On January 30, 2026, the Department of Justice released hundreds of gigabytes of material related to Jeffrey Epstein—and in the days since, much of the focus has been on the cascade of previously unpublished emails. But buried within the data dump were some 2,000 videos that had never been released.
While they are technically public, in practice, these videos are very difficult to access. There is no master index listing all the files in one place, no way to browse the archive, and no ability to search by file type. That’s why, unlike the emails in this release, the videos have not been pored over and shared widely. The DOJ does provide file lists for each data set, but it disables automated crawling or link extraction, leaving the public with two options: Download hundreds of gigabytes of material, or click through hundreds of web pages, one by one.
I did both.
Taken together, the videos paint the most vivid picture yet of Epstein’s dark world.

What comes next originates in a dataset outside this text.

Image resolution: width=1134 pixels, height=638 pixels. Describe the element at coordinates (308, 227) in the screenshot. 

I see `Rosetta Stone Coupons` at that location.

The material released was divided into 12 batches, or “data sets.” Roughly 400 videos live in a folder called Data Set 8, which contains prison closed-circuit television footage, including hallway cameras and angles from inside Epstein’s cell. But the vast majority of the videos—and by far the most revealing ones—are in Data Set 10. These are videos seized from Epstein’s devices: footage he recorded himself, received from others, or downloaded from the internet.
Individually, most of these videos tell us little we didn’t already know; but taken together, they paint the most vivid picture yet of Epstein’s dark world: his lavish lifestyle and twisted worldview, his mannerisms and quirks, his sense of humor—and sense of impunity. The videos are heavily redacted, to protect the privacy of Epstein’s victims. In some clips, these redactions mask explicit content. In others, they lend an air of criminality to otherwise innocuous-seeming footage.

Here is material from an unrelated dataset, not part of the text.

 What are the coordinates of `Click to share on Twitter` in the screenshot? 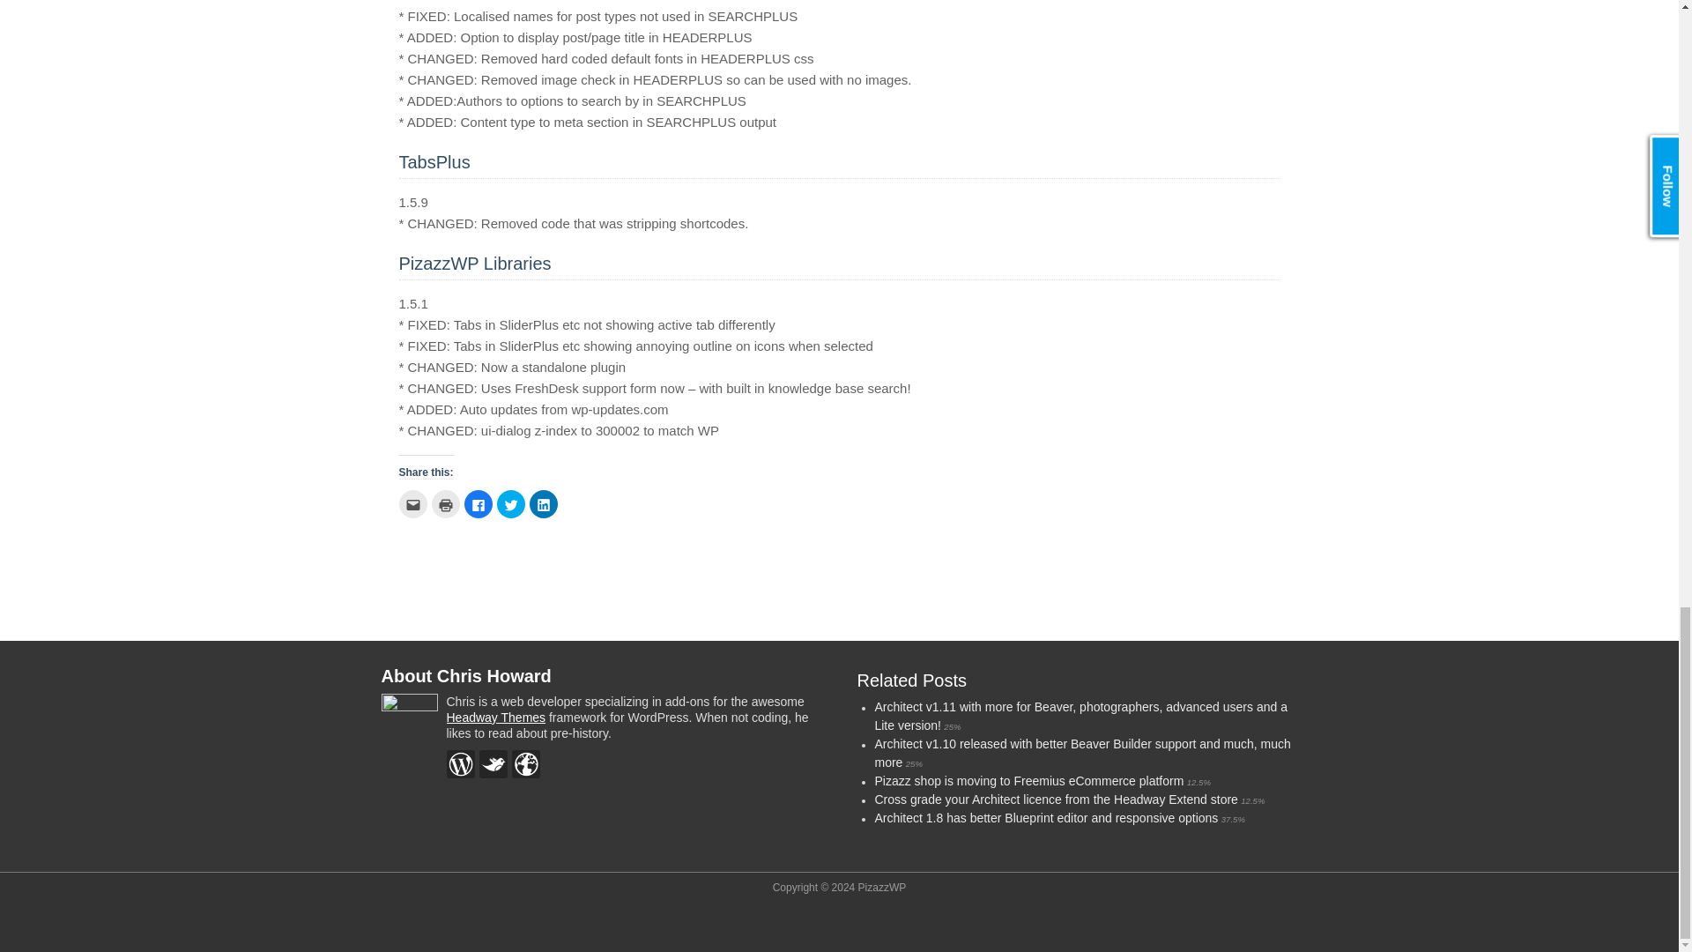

It is because of that impression left by the videos, as well as the difficulty of accessing the files, that we’ve decided to publish all 14 hours of the footage contained in Data Set 10. We’ve excluded only obvious duplicates, audio-only files, and fully redacted videos that contain neither sound nor image. You can watch them yourself, although viewer discretion is advised. The footage contains clips with toddlers, a lot of (redacted) porn, eerie footage from Epstein’s private islands, and scenes from inside his office, where young women dance for him with a paternity test visible on the corner of the desk. There’s also a nearly two-hour interview conducted by Steve Bannon.